American Academy of Arts and Sciences
Personality
Eastwood has been conscious of his health and fitness since he was a teenager, and practices healthful eating habits. As a young man making a name for himself during the production of Rawhide, Eastwood would be featured in magazines and journals, which often documented his health-conscious lifestyle. In the August 1959 edition of TV Guide, for example, Eastwood was photographed doing push-ups. He gave tips on fitness and nutrition, telling people to eat plenty of fruit and raw vegetables, to take vitamins, and to avoid sugar-loaded beverages, excessive alcohol, and overloading on carbohydrates. Although Eastwood had always been a health and fitness enthusiast, he became more so after his father's death. He abstained from hard liquor, adopted a more rigorous health regime, and sought to stay fit.
Eastwood's character is callous, violent, cynical, tough. Facets of that character were present in his best westerns, such as The Outlaw Josey Wales (1976) and Unforgiven (1992), both stark bloody films about an outsider. The same toughness also characterized many of Eastwood's non-western roles. Eastwood's direction has been described as "a lean location sense of realism"; his technique shows economy, vitality, imagination, and a good sense of humor. Eastwood has made his home in Carmel, California, far from filmdom's party circuit. There he lived a private life, spending time with friends who were not involved in the entertainment industry. And he is known as a loyal employer whose production crew included people who had worked for him for 15 years.
Physical Characteristics:
His height is 6’ 4” (193 cm), his weight is 198 pounds (90 kg). His natural hair color was light brown and eye color is gray.
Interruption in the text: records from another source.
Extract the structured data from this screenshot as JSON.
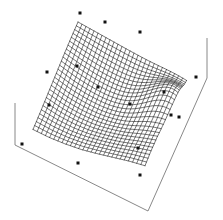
{
  "figure": {
    "title": "",
    "subtitle": "",
    "background_color": "#ffffff",
    "mesh_color": "#1d1d1d",
    "axis_color": "#6a6a6a",
    "point_color": "#111111",
    "width": 223,
    "height": 220
  },
  "chart_data": {
    "type": "scatter",
    "plot_kind": "3d-surface-wireframe-with-scatter",
    "title": "",
    "subtitle": "",
    "xlabel": "",
    "ylabel": "",
    "zlabel": "",
    "xlim": [
      0,
      1
    ],
    "ylim": [
      0,
      1
    ],
    "zlim": [
      0,
      1
    ],
    "grid": false,
    "tick_labels": {
      "x": [],
      "y": [],
      "z": []
    },
    "legend": {
      "visible": false,
      "position": "none",
      "entries": []
    },
    "annotations": [],
    "projection": {
      "kind": "axonometric",
      "base_corners_px": [
        [
          15,
          145
        ],
        [
          148,
          211
        ],
        [
          207,
          78
        ]
      ],
      "z_axis_stubs_px": [
        [
          [
            15,
            103
          ],
          [
            15,
            145
          ]
        ],
        [
          [
            207,
            38
          ],
          [
            207,
            78
          ]
        ]
      ],
      "surface_corners_px": {
        "top": [
          78,
          22
        ],
        "left": [
          33,
          112
        ],
        "bottom": [
          145,
          180
        ],
        "right": [
          186,
          95
        ]
      }
    },
    "surface": {
      "name": "fitted response surface",
      "grid_u_count": 27,
      "grid_v_count": 27,
      "description": "Smooth saddle-like response surface rendered as a wireframe mesh; mesh lines converge densely near the right-hand fold where the surface turns steeply away from the viewer.",
      "peak_region_px": [
        170,
        105
      ],
      "z_control": [
        [
          0.62,
          0.66,
          0.7,
          0.74,
          0.78,
          0.82,
          0.86,
          0.9
        ],
        [
          0.58,
          0.62,
          0.66,
          0.71,
          0.76,
          0.81,
          0.86,
          0.91
        ],
        [
          0.53,
          0.57,
          0.62,
          0.68,
          0.74,
          0.8,
          0.86,
          0.92
        ],
        [
          0.47,
          0.51,
          0.57,
          0.64,
          0.72,
          0.79,
          0.87,
          0.94
        ],
        [
          0.41,
          0.45,
          0.52,
          0.6,
          0.69,
          0.78,
          0.88,
          0.97
        ],
        [
          0.35,
          0.39,
          0.46,
          0.55,
          0.66,
          0.77,
          0.89,
          1.0
        ],
        [
          0.29,
          0.33,
          0.4,
          0.5,
          0.62,
          0.74,
          0.87,
          0.98
        ],
        [
          0.24,
          0.28,
          0.35,
          0.44,
          0.56,
          0.69,
          0.82,
          0.93
        ]
      ]
    },
    "points": {
      "name": "observed data",
      "marker": "square",
      "marker_size_px": 3,
      "count": 14,
      "screen_px": [
        [
          80,
          13
        ],
        [
          105,
          22
        ],
        [
          140,
          32
        ],
        [
          47,
          72
        ],
        [
          77,
          66
        ],
        [
          98,
          87
        ],
        [
          130,
          104
        ],
        [
          164,
          92
        ],
        [
          196,
          77
        ],
        [
          171,
          115
        ],
        [
          179,
          117
        ],
        [
          22,
          144
        ],
        [
          49,
          105
        ],
        [
          78,
          163
        ],
        [
          138,
          148
        ],
        [
          140,
          175
        ]
      ]
    }
  }
}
Quotes from others about the person
"The roles that Eastwood has played, and the films that he has directed, cannot be disentangled from the nature of the American culture of the last quarter century, its fantasies and its realities." - Edward Gallafent, commenting on Eastwood's impact on film from the 1970s to 1990s
"Lazy, and would cost you a morning. I never started a day with Clint Eastwood in the first scene, because you knew he was gonna be late, at least a half hour or an hour." - Thomas Carr
"At that time I needed a mask rather than an actor, and Eastwood had only two facial expressions: one with the hat and one without it." - Sergio Leone
"He just made my day. What a guy." - Mitt Romney
Interests
Eastwood is an experienced pilot, and sometimes flies his own helicopter to the studio to avoid traffic.
He favored cold beer and opened a pub called the Hog's Breath Inn in Carmel-by-the-Sea in 1971. Eastwood eventually sold the pub and now owns the Mission Ranch Hotel and Restaurant, also located in Carmel-by-the-Sea.
Sport & Clubs
Eastwood owns the Tehàma Golf Club, located in Carmel-by-the-Sea, and is an investor in the Pebble Beach Golf Links. He plays golf, including at tournaments sponsoring charitable causes.
Music & Bands
Eastwood was a lifelong devotee of jazz and an accomplished pianist.
Connections
Eastwood has had numerous casual and serious relationships of varying length and intensity over his life. Between proposing to and marrying "Maggie" Johnson in 1953, he had an affair that allegedly resulted in a child who was given up for adoption. He continued having affairs while married to Johnson, including a 14-year long relationship with actress and stunt woman Roxanne Tunis that produced a daughter. Johnson reportedly tolerated an open marriage with Eastwood. Eastwood and Johnson were divorced, and he continued seeing many other women. In 1975, actress Sondra Locke began living with Eastwood. She took the relationship seriously and was extremely distraught when she discovered much later that Eastwood continued to have sexual relationships with other women. When they separated, Locke filed a palimony lawsuit. Eastwood had two children with stewardess Jacelyn Reeves in the 1980s. His second marriage was to news anchor Dina Ruiz in 1996, which lasted until 2013.